Fifty-Year Bus Driver Wins Award, Reminisces on Retirement

Over his 50 years of driving a school bus in North Central Area Schools in the western Upper Peninsula, MEA member Bob Hanchek says one day clearly stands out from all the rest.

Bob Hanchek

On Jan. 4, 2004, Hanchek made a stop on his afternoon route along U.S. 41. With red lights flashing and two of his 15 young occupants – the first- and second-grade Mahoney boys – coming up the aisle to exit, he recognized a big and fast-moving railroad repair truck was not stopping.

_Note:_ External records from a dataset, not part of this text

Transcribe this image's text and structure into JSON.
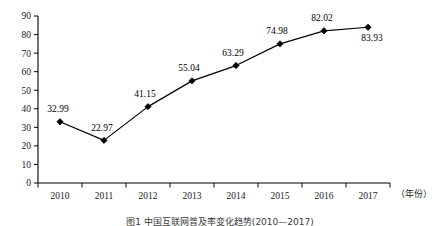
{
  "chart_data": {
    "type": "line",
    "title": "",
    "xlabel": "（年份）",
    "ylabel": "",
    "categories": [
      "2010",
      "2011",
      "2012",
      "2013",
      "2014",
      "2015",
      "2016",
      "2017"
    ],
    "values": [
      32.99,
      22.97,
      41.15,
      55.04,
      63.29,
      74.98,
      82.02,
      83.93
    ],
    "point_labels": [
      "32.99",
      "22.97",
      "41.15",
      "55.04",
      "63.29",
      "74.98",
      "82.02",
      "83.93"
    ],
    "series": [
      {
        "name": "",
        "values": [
          32.99,
          22.97,
          41.15,
          55.04,
          63.29,
          74.98,
          82.02,
          83.93
        ]
      }
    ],
    "ylim": [
      0,
      90
    ],
    "yticks": [
      0,
      10,
      20,
      30,
      40,
      50,
      60,
      70,
      80,
      90
    ],
    "ytick_labels": [
      "0",
      "10",
      "20",
      "30",
      "40",
      "50",
      "60",
      "70",
      "80",
      "90"
    ],
    "grid": false,
    "legend": false,
    "legend_position": "none",
    "marker": "diamond",
    "line_color": "#000000",
    "marker_color": "#000000",
    "background": "#ffffff"
  },
  "axis": {
    "x_axis_name": "（年份）"
  },
  "caption": {
    "text": "图1  中国互联网普及率变化趋势(2010—2017)"
  }
}
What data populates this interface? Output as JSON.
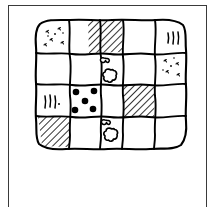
{
  "figure": {
    "title": "Patchwork quilt line drawing",
    "description": "Hand-drawn black ink outline of a square patchwork quilt divided into a 5 by 4 grid of patches, each patch drawn with wobbly freehand lines and filled with a different fabric pattern.",
    "style": "black-and-white line art",
    "stroke_color": "#000000",
    "background_color": "#ffffff",
    "frame": {
      "present": true,
      "shape": "rectangle",
      "color": "#3a3a3a",
      "line_width": 1
    }
  },
  "quilt": {
    "columns": 5,
    "rows": 4,
    "total_patches": 20,
    "patch_outline_color": "#000000",
    "patch_fill_color": "#ffffff",
    "patterns_legend": [
      {
        "key": "plain",
        "label": "plain"
      },
      {
        "key": "hatch",
        "label": "diagonal hatch"
      },
      {
        "key": "speckle",
        "label": "speckled"
      },
      {
        "key": "strokes",
        "label": "short strokes"
      },
      {
        "key": "dots",
        "label": "polka dots"
      },
      {
        "key": "flower",
        "label": "flower"
      }
    ],
    "patches": [
      {
        "row": 1,
        "col": 1,
        "pattern": "speckle"
      },
      {
        "row": 1,
        "col": 2,
        "pattern": "plain"
      },
      {
        "row": 1,
        "col": 3,
        "pattern": "hatch"
      },
      {
        "row": 1,
        "col": 4,
        "pattern": "plain"
      },
      {
        "row": 1,
        "col": 5,
        "pattern": "strokes"
      },
      {
        "row": 2,
        "col": 1,
        "pattern": "plain"
      },
      {
        "row": 2,
        "col": 2,
        "pattern": "plain"
      },
      {
        "row": 2,
        "col": 3,
        "pattern": "flower"
      },
      {
        "row": 2,
        "col": 4,
        "pattern": "plain"
      },
      {
        "row": 2,
        "col": 5,
        "pattern": "speckle"
      },
      {
        "row": 3,
        "col": 1,
        "pattern": "strokes"
      },
      {
        "row": 3,
        "col": 2,
        "pattern": "dots"
      },
      {
        "row": 3,
        "col": 3,
        "pattern": "plain"
      },
      {
        "row": 3,
        "col": 4,
        "pattern": "hatch"
      },
      {
        "row": 3,
        "col": 5,
        "pattern": "plain"
      },
      {
        "row": 4,
        "col": 1,
        "pattern": "hatch"
      },
      {
        "row": 4,
        "col": 2,
        "pattern": "plain"
      },
      {
        "row": 4,
        "col": 3,
        "pattern": "flower"
      },
      {
        "row": 4,
        "col": 4,
        "pattern": "plain"
      },
      {
        "row": 4,
        "col": 5,
        "pattern": "plain"
      }
    ],
    "motif_counts": {
      "hatched_patches": 3,
      "speckled_patches": 2,
      "stroked_patches": 2,
      "dotted_patches": 1,
      "flower_patches": 2,
      "plain_patches": 10
    },
    "dots_patch": {
      "row": 3,
      "col": 2,
      "dot_count": 5,
      "arrangement": "quincunx",
      "dot_color": "#000000"
    }
  }
}
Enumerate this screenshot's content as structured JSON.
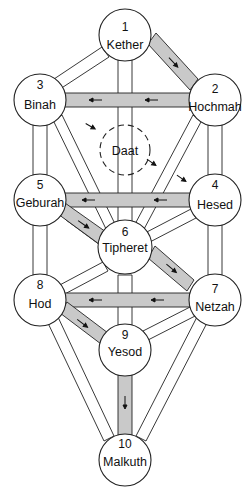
{
  "diagram": {
    "colors": {
      "line": "#222222",
      "shaded_path": "#c9c9c9",
      "node_fill": "#ffffff"
    },
    "nodes": [
      {
        "id": 1,
        "number": "1",
        "name": "Kether",
        "x": 125,
        "y": 35
      },
      {
        "id": 2,
        "number": "2",
        "name": "Hochmah",
        "x": 215,
        "y": 100
      },
      {
        "id": 3,
        "number": "3",
        "name": "Binah",
        "x": 40,
        "y": 100
      },
      {
        "id": 4,
        "number": "4",
        "name": "Hesed",
        "x": 215,
        "y": 200
      },
      {
        "id": 5,
        "number": "5",
        "name": "Geburah",
        "x": 40,
        "y": 200
      },
      {
        "id": 6,
        "number": "6",
        "name": "Tipheret",
        "x": 125,
        "y": 250
      },
      {
        "id": 7,
        "number": "7",
        "name": "Netzah",
        "x": 215,
        "y": 300
      },
      {
        "id": 8,
        "number": "8",
        "name": "Hod",
        "x": 40,
        "y": 300
      },
      {
        "id": 9,
        "number": "9",
        "name": "Yesod",
        "x": 125,
        "y": 350
      },
      {
        "id": 10,
        "number": "10",
        "name": "Malkuth",
        "x": 125,
        "y": 460
      }
    ],
    "hidden_node": {
      "name": "Daat",
      "x": 125,
      "y": 150,
      "style": "dashed"
    },
    "shaded_paths_with_flow": [
      {
        "from": "Kether",
        "to": "Hochmah"
      },
      {
        "from": "Hochmah",
        "to": "Binah"
      },
      {
        "from": "Binah",
        "to": "Daat"
      },
      {
        "from": "Daat",
        "to": "Hesed"
      },
      {
        "from": "Hesed",
        "to": "Geburah"
      },
      {
        "from": "Geburah",
        "to": "Tipheret"
      },
      {
        "from": "Tipheret",
        "to": "Netzah"
      },
      {
        "from": "Netzah",
        "to": "Hod"
      },
      {
        "from": "Hod",
        "to": "Yesod"
      },
      {
        "from": "Yesod",
        "to": "Malkuth"
      }
    ]
  }
}
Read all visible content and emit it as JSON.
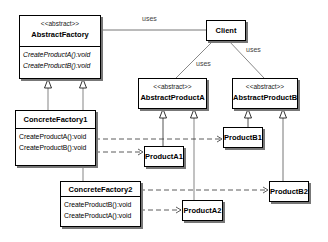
{
  "diagram": {
    "type": "UML class diagram",
    "classes": {
      "abstract_factory": {
        "stereotype": "<<abstract>>",
        "name": "AbstractFactory",
        "operations": [
          "CreateProductA():void",
          "CreateProductB():void"
        ]
      },
      "client": {
        "name": "Client"
      },
      "abstract_product_a": {
        "stereotype": "<<abstract>>",
        "name": "AbstractProductA"
      },
      "abstract_product_b": {
        "stereotype": "<<abstract>>",
        "name": "AbstractProductB"
      },
      "concrete_factory_1": {
        "name": "ConcreteFactory1",
        "operations": [
          "CreateProductA():void",
          "CreateProductB():void"
        ]
      },
      "concrete_factory_2": {
        "name": "ConcreteFactory2",
        "operations": [
          "CreateProductB():void",
          "CreateProductA():void"
        ]
      },
      "product_a1": {
        "name": "ProductA1"
      },
      "product_b1": {
        "name": "ProductB1"
      },
      "product_a2": {
        "name": "ProductA2"
      },
      "product_b2": {
        "name": "ProductB2"
      }
    },
    "associations": {
      "client_factory": "uses",
      "client_product_a": "uses",
      "client_product_b": "uses"
    },
    "relationships": [
      {
        "from": "Client",
        "to": "AbstractFactory",
        "kind": "association",
        "label": "uses"
      },
      {
        "from": "Client",
        "to": "AbstractProductA",
        "kind": "association",
        "label": "uses"
      },
      {
        "from": "Client",
        "to": "AbstractProductB",
        "kind": "association",
        "label": "uses"
      },
      {
        "from": "ConcreteFactory1",
        "to": "AbstractFactory",
        "kind": "generalization"
      },
      {
        "from": "ConcreteFactory2",
        "to": "AbstractFactory",
        "kind": "generalization"
      },
      {
        "from": "ProductA1",
        "to": "AbstractProductA",
        "kind": "generalization"
      },
      {
        "from": "ProductA2",
        "to": "AbstractProductA",
        "kind": "generalization"
      },
      {
        "from": "ProductB1",
        "to": "AbstractProductB",
        "kind": "generalization"
      },
      {
        "from": "ProductB2",
        "to": "AbstractProductB",
        "kind": "generalization"
      },
      {
        "from": "ConcreteFactory1",
        "to": "ProductA1",
        "kind": "dependency"
      },
      {
        "from": "ConcreteFactory1",
        "to": "ProductB1",
        "kind": "dependency"
      },
      {
        "from": "ConcreteFactory2",
        "to": "ProductB2",
        "kind": "dependency"
      },
      {
        "from": "ConcreteFactory2",
        "to": "ProductA2",
        "kind": "dependency"
      }
    ]
  }
}
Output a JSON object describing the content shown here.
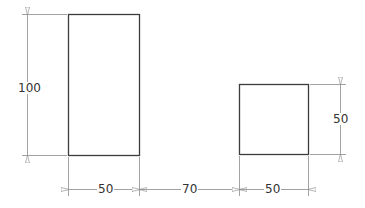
{
  "drawing": {
    "colors": {
      "outline": "#3c3c3c",
      "dimension": "#8a8a8a",
      "text": "#333333",
      "background": "#ffffff"
    },
    "shapes": [
      {
        "name": "tall-rectangle",
        "width": 50,
        "height": 100
      },
      {
        "name": "square",
        "width": 50,
        "height": 50
      }
    ],
    "dimensions": {
      "tall_height": "100",
      "tall_width": "50",
      "gap": "70",
      "square_width": "50",
      "square_height": "50"
    }
  }
}
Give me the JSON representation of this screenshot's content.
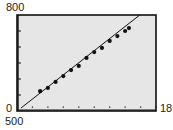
{
  "chart_data": {
    "type": "scatter",
    "title": "",
    "xlabel": "",
    "ylabel": "",
    "xlim": [
      0,
      18
    ],
    "ylim": [
      500,
      800
    ],
    "x_tick_interval": 2,
    "y_tick_interval": 50,
    "grid": false,
    "legend": null,
    "window_labels": {
      "ymax": "800",
      "ymin": "500",
      "xmin": "0",
      "xmax": "18"
    },
    "series": [
      {
        "name": "data",
        "style": "points",
        "x": [
          3,
          4,
          5,
          6,
          7,
          8,
          9,
          10,
          11,
          12,
          13,
          14,
          14.5
        ],
        "y": [
          562,
          572,
          591,
          609,
          628,
          641,
          666,
          684,
          697,
          719,
          734,
          750,
          759
        ]
      },
      {
        "name": "regression line",
        "style": "line",
        "x": [
          0.5,
          15.9
        ],
        "y": [
          509,
          800
        ]
      }
    ]
  },
  "colors": {
    "plot_bg": "#e6e6e6",
    "frame": "#111111",
    "points": "#111111",
    "line": "#111111"
  }
}
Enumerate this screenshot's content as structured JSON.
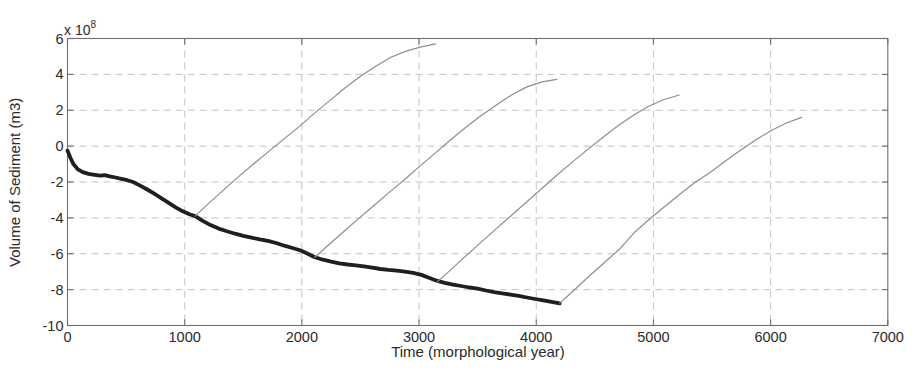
{
  "figure": {
    "background_color": "#ffffff",
    "text_color": "#2b2b2b"
  },
  "chart_data": {
    "type": "line",
    "title": "",
    "xlabel": "Time (morphological year)",
    "ylabel": "Volume of Sediment (m3)",
    "exponent_mantissa": "x 10",
    "exponent_power": "8",
    "xlim": [
      0,
      7000
    ],
    "ylim_1e8": [
      -10,
      6
    ],
    "x_ticks": [
      0,
      1000,
      2000,
      3000,
      4000,
      5000,
      6000,
      7000
    ],
    "y_ticks_1e8": [
      6,
      4,
      2,
      0,
      -2,
      -4,
      -6,
      -8,
      -10
    ],
    "grid": "dashed",
    "grid_color": "#c3c3c3",
    "axis_color": "#6e6e6e",
    "legend": "none",
    "units_note": "y values in units of 1e8 m3",
    "series": [
      {
        "name": "thick-black-baseline",
        "color": "#1f1f1f",
        "width": 3.8,
        "points": [
          [
            0,
            -0.25
          ],
          [
            25,
            -0.65
          ],
          [
            50,
            -1.0
          ],
          [
            90,
            -1.3
          ],
          [
            130,
            -1.45
          ],
          [
            180,
            -1.55
          ],
          [
            230,
            -1.6
          ],
          [
            280,
            -1.65
          ],
          [
            320,
            -1.62
          ],
          [
            360,
            -1.68
          ],
          [
            410,
            -1.75
          ],
          [
            460,
            -1.82
          ],
          [
            510,
            -1.9
          ],
          [
            560,
            -2.0
          ],
          [
            620,
            -2.2
          ],
          [
            680,
            -2.42
          ],
          [
            740,
            -2.65
          ],
          [
            800,
            -2.9
          ],
          [
            860,
            -3.15
          ],
          [
            920,
            -3.4
          ],
          [
            980,
            -3.62
          ],
          [
            1040,
            -3.8
          ],
          [
            1090,
            -3.9
          ],
          [
            1150,
            -4.15
          ],
          [
            1220,
            -4.4
          ],
          [
            1290,
            -4.6
          ],
          [
            1360,
            -4.75
          ],
          [
            1430,
            -4.88
          ],
          [
            1500,
            -5.0
          ],
          [
            1570,
            -5.1
          ],
          [
            1640,
            -5.2
          ],
          [
            1710,
            -5.28
          ],
          [
            1780,
            -5.4
          ],
          [
            1850,
            -5.55
          ],
          [
            1920,
            -5.68
          ],
          [
            1990,
            -5.82
          ],
          [
            2050,
            -6.0
          ],
          [
            2110,
            -6.2
          ],
          [
            2180,
            -6.33
          ],
          [
            2250,
            -6.44
          ],
          [
            2320,
            -6.53
          ],
          [
            2390,
            -6.6
          ],
          [
            2460,
            -6.65
          ],
          [
            2530,
            -6.7
          ],
          [
            2600,
            -6.78
          ],
          [
            2670,
            -6.85
          ],
          [
            2740,
            -6.9
          ],
          [
            2810,
            -6.94
          ],
          [
            2880,
            -7.0
          ],
          [
            2950,
            -7.06
          ],
          [
            3020,
            -7.18
          ],
          [
            3090,
            -7.35
          ],
          [
            3150,
            -7.5
          ],
          [
            3220,
            -7.62
          ],
          [
            3290,
            -7.72
          ],
          [
            3360,
            -7.8
          ],
          [
            3430,
            -7.88
          ],
          [
            3500,
            -7.95
          ],
          [
            3570,
            -8.05
          ],
          [
            3640,
            -8.14
          ],
          [
            3710,
            -8.21
          ],
          [
            3780,
            -8.28
          ],
          [
            3850,
            -8.35
          ],
          [
            3920,
            -8.44
          ],
          [
            3990,
            -8.52
          ],
          [
            4060,
            -8.6
          ],
          [
            4130,
            -8.68
          ],
          [
            4200,
            -8.77
          ]
        ]
      },
      {
        "name": "thin-gray-scenario-1",
        "color": "#8d8d8d",
        "width": 1.2,
        "points": [
          [
            1090,
            -3.9
          ],
          [
            1200,
            -3.22
          ],
          [
            1330,
            -2.45
          ],
          [
            1460,
            -1.7
          ],
          [
            1590,
            -0.98
          ],
          [
            1720,
            -0.28
          ],
          [
            1850,
            0.42
          ],
          [
            1980,
            1.1
          ],
          [
            2110,
            1.85
          ],
          [
            2240,
            2.55
          ],
          [
            2370,
            3.25
          ],
          [
            2500,
            3.9
          ],
          [
            2630,
            4.45
          ],
          [
            2760,
            4.95
          ],
          [
            2890,
            5.3
          ],
          [
            3010,
            5.52
          ],
          [
            3140,
            5.7
          ]
        ]
      },
      {
        "name": "thin-gray-scenario-2",
        "color": "#8d8d8d",
        "width": 1.2,
        "points": [
          [
            2110,
            -6.2
          ],
          [
            2230,
            -5.5
          ],
          [
            2360,
            -4.75
          ],
          [
            2490,
            -4.0
          ],
          [
            2620,
            -3.28
          ],
          [
            2750,
            -2.55
          ],
          [
            2880,
            -1.85
          ],
          [
            3010,
            -1.1
          ],
          [
            3140,
            -0.38
          ],
          [
            3270,
            0.35
          ],
          [
            3400,
            1.05
          ],
          [
            3530,
            1.7
          ],
          [
            3660,
            2.3
          ],
          [
            3790,
            2.85
          ],
          [
            3920,
            3.3
          ],
          [
            4050,
            3.58
          ],
          [
            4175,
            3.72
          ]
        ]
      },
      {
        "name": "thin-gray-scenario-3",
        "color": "#8d8d8d",
        "width": 1.2,
        "points": [
          [
            3150,
            -7.6
          ],
          [
            3270,
            -6.9
          ],
          [
            3400,
            -6.12
          ],
          [
            3530,
            -5.35
          ],
          [
            3660,
            -4.6
          ],
          [
            3790,
            -3.85
          ],
          [
            3920,
            -3.1
          ],
          [
            4050,
            -2.35
          ],
          [
            4180,
            -1.6
          ],
          [
            4310,
            -0.88
          ],
          [
            4440,
            -0.18
          ],
          [
            4570,
            0.5
          ],
          [
            4700,
            1.15
          ],
          [
            4830,
            1.72
          ],
          [
            4960,
            2.22
          ],
          [
            5090,
            2.6
          ],
          [
            5220,
            2.85
          ]
        ]
      },
      {
        "name": "thin-gray-scenario-4",
        "color": "#8d8d8d",
        "width": 1.2,
        "points": [
          [
            4200,
            -8.75
          ],
          [
            4320,
            -8.05
          ],
          [
            4450,
            -7.25
          ],
          [
            4580,
            -6.5
          ],
          [
            4710,
            -5.75
          ],
          [
            4840,
            -4.8
          ],
          [
            4970,
            -4.05
          ],
          [
            5100,
            -3.35
          ],
          [
            5230,
            -2.65
          ],
          [
            5360,
            -2.0
          ],
          [
            5490,
            -1.45
          ],
          [
            5620,
            -0.8
          ],
          [
            5750,
            -0.2
          ],
          [
            5880,
            0.38
          ],
          [
            6010,
            0.88
          ],
          [
            6140,
            1.3
          ],
          [
            6265,
            1.6
          ]
        ]
      }
    ]
  }
}
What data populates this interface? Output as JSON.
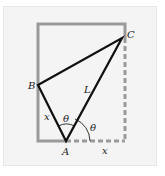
{
  "diagram": {
    "title": "",
    "colors": {
      "background": "#f4f4f4",
      "rectangle": "#9a9a9a",
      "fold_lines": "#111111",
      "arc": "#333333"
    },
    "points": {
      "A": {
        "label": "A",
        "x": 66,
        "y": 141
      },
      "B": {
        "label": "B",
        "x": 38,
        "y": 85
      },
      "C": {
        "label": "C",
        "x": 122,
        "y": 38
      }
    },
    "rectangle": {
      "left": 38,
      "top": 24,
      "right": 125,
      "bottom": 141
    },
    "labels": {
      "point_a": "A",
      "point_b": "B",
      "point_c": "C",
      "segment_ab": "x",
      "segment_ac": "L",
      "bottom_x": "x",
      "angle_top": "θ",
      "angle_right": "θ"
    }
  }
}
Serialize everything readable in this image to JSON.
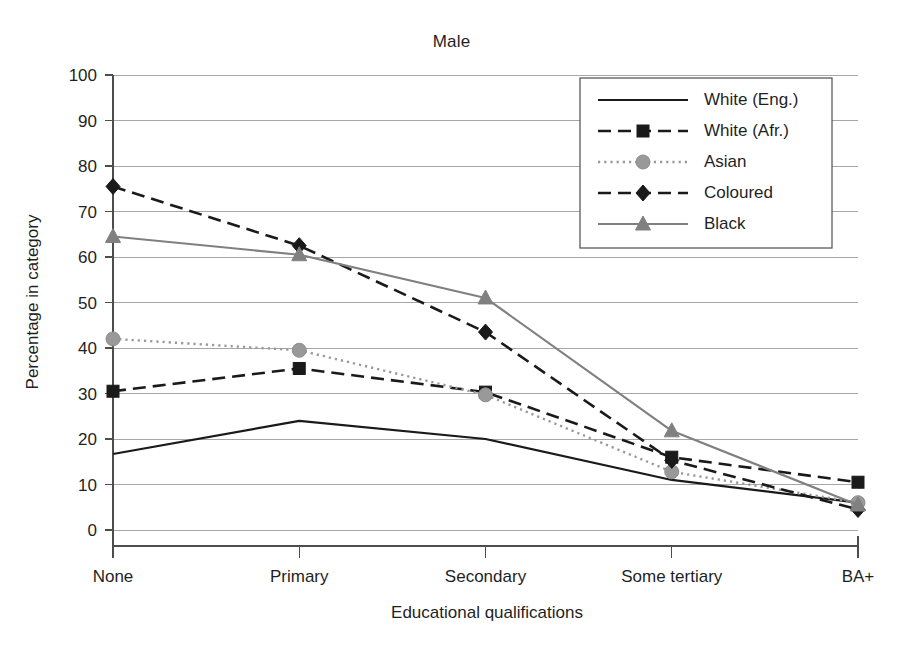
{
  "chart_data": {
    "type": "line",
    "title": "Male",
    "xlabel": "Educational qualifications",
    "ylabel": "Percentage in category",
    "categories": [
      "None",
      "Primary",
      "Secondary",
      "Some tertiary",
      "BA+"
    ],
    "ylim": [
      0,
      100
    ],
    "yticks": [
      0,
      10,
      20,
      30,
      40,
      50,
      60,
      70,
      80,
      90,
      100
    ],
    "grid": true,
    "legend_position": "top-right",
    "series": [
      {
        "name": "White (Eng.)",
        "values": [
          16.7,
          24.0,
          20.0,
          11.0,
          6.0
        ],
        "color": "#1a1a1a",
        "marker": "none",
        "dash": "solid"
      },
      {
        "name": "White (Afr.)",
        "values": [
          30.5,
          35.5,
          30.3,
          16.0,
          10.5
        ],
        "color": "#1a1a1a",
        "marker": "square",
        "dash": "dashed"
      },
      {
        "name": "Asian",
        "values": [
          42.0,
          39.5,
          29.7,
          12.8,
          6.0
        ],
        "color": "#999999",
        "marker": "circle",
        "dash": "dotted"
      },
      {
        "name": "Coloured",
        "values": [
          75.5,
          62.5,
          43.5,
          15.3,
          4.5
        ],
        "color": "#1a1a1a",
        "marker": "diamond",
        "dash": "dashed"
      },
      {
        "name": "Black",
        "values": [
          64.5,
          60.5,
          51.0,
          21.8,
          5.5
        ],
        "color": "#808080",
        "marker": "triangle",
        "dash": "solid"
      }
    ]
  }
}
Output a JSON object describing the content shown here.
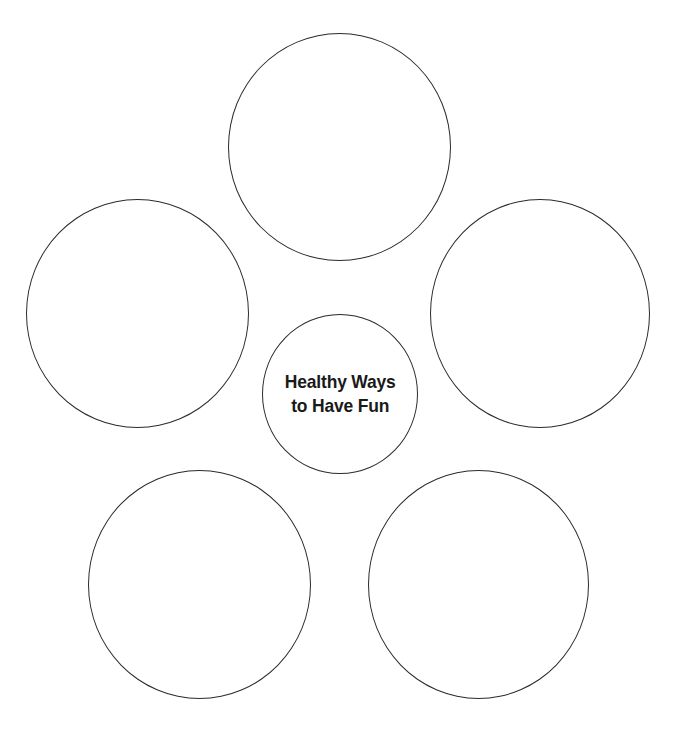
{
  "diagram": {
    "type": "bubble-map",
    "center": {
      "lines": [
        "Healthy Ways",
        "to Have Fun"
      ],
      "text": "Healthy Ways to Have Fun"
    },
    "bubbles": [
      {
        "position": "top",
        "text": ""
      },
      {
        "position": "left",
        "text": ""
      },
      {
        "position": "right",
        "text": ""
      },
      {
        "position": "bottom-left",
        "text": ""
      },
      {
        "position": "bottom-right",
        "text": ""
      }
    ],
    "colors": {
      "stroke": "#2b2b2b",
      "background": "#ffffff",
      "text": "#1a1a1a"
    }
  }
}
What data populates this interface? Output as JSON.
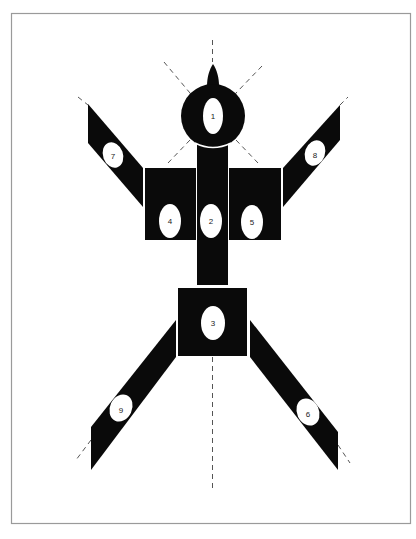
{
  "figure": {
    "colors": {
      "background": "#ffffff",
      "frame": "#9a9a9a",
      "shape_fill": "#0a0a0a",
      "ellipse_fill": "#ffffff",
      "dash": "#555555",
      "label": "#222222"
    },
    "parts": [
      {
        "id": "head",
        "label": "1"
      },
      {
        "id": "torso",
        "label": "2"
      },
      {
        "id": "pelvis",
        "label": "3"
      },
      {
        "id": "left-chest",
        "label": "4"
      },
      {
        "id": "right-chest",
        "label": "5"
      },
      {
        "id": "right-leg",
        "label": "6"
      },
      {
        "id": "left-arm",
        "label": "7"
      },
      {
        "id": "right-arm",
        "label": "8"
      },
      {
        "id": "left-leg",
        "label": "9"
      }
    ],
    "labels": {
      "head": "1",
      "torso": "2",
      "pelvis": "3",
      "left_chest": "4",
      "right_chest": "5",
      "right_leg": "6",
      "left_arm": "7",
      "right_arm": "8",
      "left_leg": "9"
    }
  }
}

“I grabbed them boys out of the stairwell, shut the door, and threw the bus in gear,” he said. “It was a standard shift – a stick – and I moved the bus onto the shoulder. Faster than you can snap your fingers [the truck driver] went sliding 50 feet behind the bus. He woke up – he was daydreaming – and slammed on the brakes, and he slid right by me.”

For his life-saving actions that day Hanchek was honored by his district and named the Michigan Hero of the Year by the American Legion. More recently he shared the story in an acceptance speech after receiving MEA’s top honor for education support professionals, the 2022 Leon A. Brunner Award.

“I’ll never forget that day,” he said of the near-accident. “You get used to watching your mirrors on the bus, and over the years the traffic has gotten more heavy. There’s so much of a hurry to get where they’re going, and when they get there they don’t know why they got there so fast.”

A lifelong dairy farmer on what is now a 1,000-acre family farm he runs with his two sons, Hanchek began driving a bus in 1972 at age 19 – just one year after graduation – and retires this year at age 69. Speaking with a rich Yooper accent in which “other” becomes “udder,” he said when he started driving “every other farmer drove a bus” for some extra income and health benefits.

When he heard the driver who once took him to school was retiring, he earned his license and took over the route he would keep for half a century: “On November first, I rode with that fellow to his house; he got off the bus, walked up the road, I jumped in the seat, and I’ve been going ever since.”

Hanchek figures he’s driven three generations of families in the sprawling rural region he knows by heart – every hole in the road, every trick to find a shortcut, every child and parent and grandparent. He knows phone numbers and would call on his flip phone instead of leaving a child at an empty house.

“And probably three-quarters of parents have my cell number, and they called me, ‘Hey Bob – can you bring him over to Grandma’s house?’ I know every grandma. Or ‘Could you take him to my cousin or my sister or brother today?’ No problem, because I know where everybody lives.”

He’s driven through numerous blizzards, but that doesn’t top his list of fears. “I’ll drive in a foot of snow all day long, but ice is scary,” he said.

In addition to farming and driving, Hanchek has been a seed dealer since 1974 and served as the elected township clerk in Harris Township for 28 years. In planting season, his day often stretched from 5 a.m. to 10 p.m. “When you’ve been busy all your life, how do you slow down?” he says.

More than 20 years ago, he became president of his local support staff union, eventually joining the MEA and MESSA boards of directors and becoming a delegate to the NEA Representative Assembly.

He’s fought against school budget slashing that cut health care and retirement benefits, leading to widespread shortages of bus drivers and consolidation of routes. “Who wants that responsibility with no benefits and some buses trying to run two routes and fit it all in? I have your children on that bus.”

It’s been a great career, he says. He’ll miss the kids, but he’s ready to take his new Harley trike down south with fiance and fellow MEA-Retired member Michele Davis, also a former bus driver, and return in March for planting season.

“Everybody always says and I’ve been saying for years, ‘When is when?’ And now I know it’s time to go at 50 years. That’s long enough.”